Just think, you can clone as many examples of the mother plant as you wish for the cost of potting medium and a jar of rooting hormone.

“Because many plants root readily from cuttings, this is one of the most popular forms of plant propagation, especially for trees, shrubs and vines,” says Justin Hancock, horticulturist at Costa Farms. “Propagating with cuttings doesn’t usually interfere with the plants’ growth, and you don’t need to worry about pollinating a flower and waiting for the seeds to ripen — or digging up the plant to take root cuttings.”

Stem cuttings can be taken in spring, summer or fall, depending on the species. Pliable spring cuttings are called softwood cuttings. Semi-hardwood cuttings are a little more rigid and are gathered in late summer. Finally, hardwood cuttings are taken when plants are dormant in late fall or winter, stored for the cold months, then rooted the following spring. Check out 11 vegetables you can regrow with kitchen scraps.

Benefits of Plant Propagation

The benefits of rooting cuttings versus starting from seed? “It gives you an exact clone of the one you propagated from,” Hancock says. “Seeds, because they’re a combination of the mother and father plants’ DNA, usually provide some variation.”

Depending on the species, stem cuttings also give you a bigger plant, faster. You can also grow succulents from cuttings.

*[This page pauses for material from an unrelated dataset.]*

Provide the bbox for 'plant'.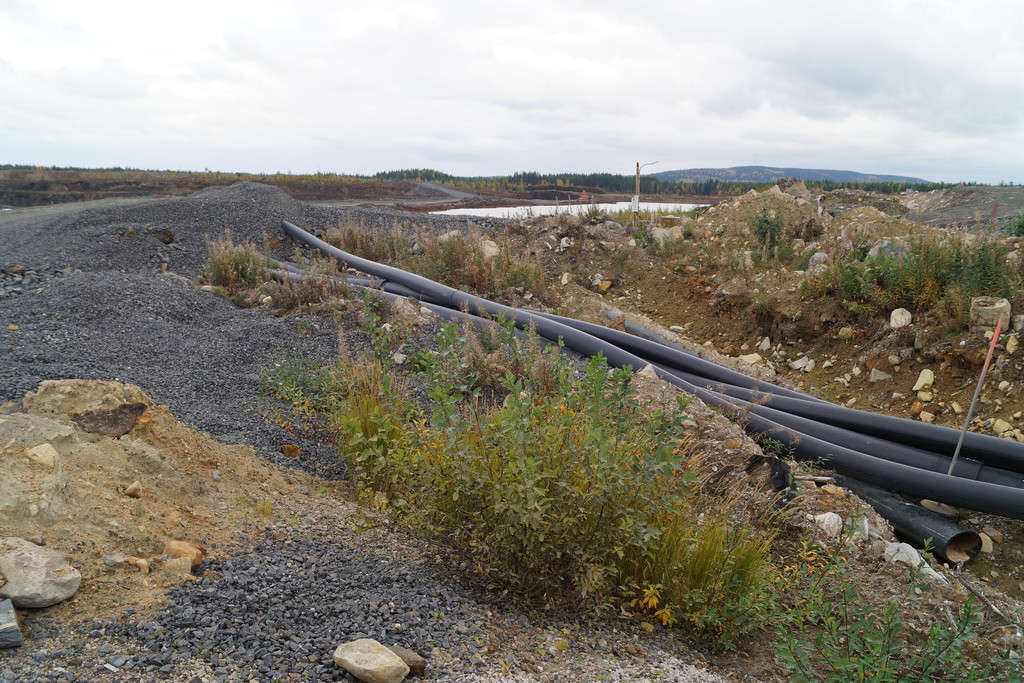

How to Root a Softwood Cutting

  1. Snip off a four to six inch section of new growth, cutting immediately above a node (the swollen area where a leaf forms) and trim the cutting stem so a node is close to the base. Take cuttings early in the morning when the plant tissues have the most moisture.
  2. Remove leaves from the bottom half of the stem. This reduces moisture loss while leaving some foliage for photosynthesis.
  3. Coat the base of the stem in rooting hormone to help stimulate root growth and reduce rot.
  4. Insert the bottom inch of stem with the rooting hormone into a pre-moistened mix of half peat moss and half vermiculite. Firmly tamp soil around the stem.
  5. Mist stem and leaves with a spray of water, then loosely place a clear plastic bag over the plant to increase humidity.
  6. Place the covered plant six inches below a fluorescent light. Remove the plastic cover and transplant when roots are coming out of drainage holes or pressing against the sides of the container.

Plus, here are 24 genius gardening hacks you’ll be glad you know.

Plants to Propagate by Cuttings

  • Abelia
  • Beauty bush (Kolkwitzia)
  • Bittersweet (Celastrus)
  • Cassiope
  • Chaste tree (Vitex)
  • Chocolate vine (Akebia)
  • Cotoneaster
  • Crape myrtle (Lagerstroemia)
  • Deutzia
  • Flowering quince (Chaenomeles)
  • Fothergilla
  • Heavenly bamboo (Nandina)
  • Lantana
  • Lavender
  • Madagascar dragon tree (Dracaena marginata)
  • Serviceberry (Amelanchier)
  • Smokebush (Cotinus)
  • St. John’s wort (Hypericum)
  • Summersweet (Clethra)
  • Plumbago
  • Virginia sweetspire (Itea)
  • Witch hazel (Hamamelis)

Up next, learn these 14 tips for bringing plants inside and caring for them through winter.

Luke Miller
Luke Miller is an award-winning garden editor with 25 years' experience in horticultural communications, including editing a national magazine and creating print and online gardening content for a national retailer. He grew up across the street from a park arboretum and has a lifelong passion for gardening in general and trees in particular. In addition to his journalism degree, he has studied horticulture and is a Master Gardener.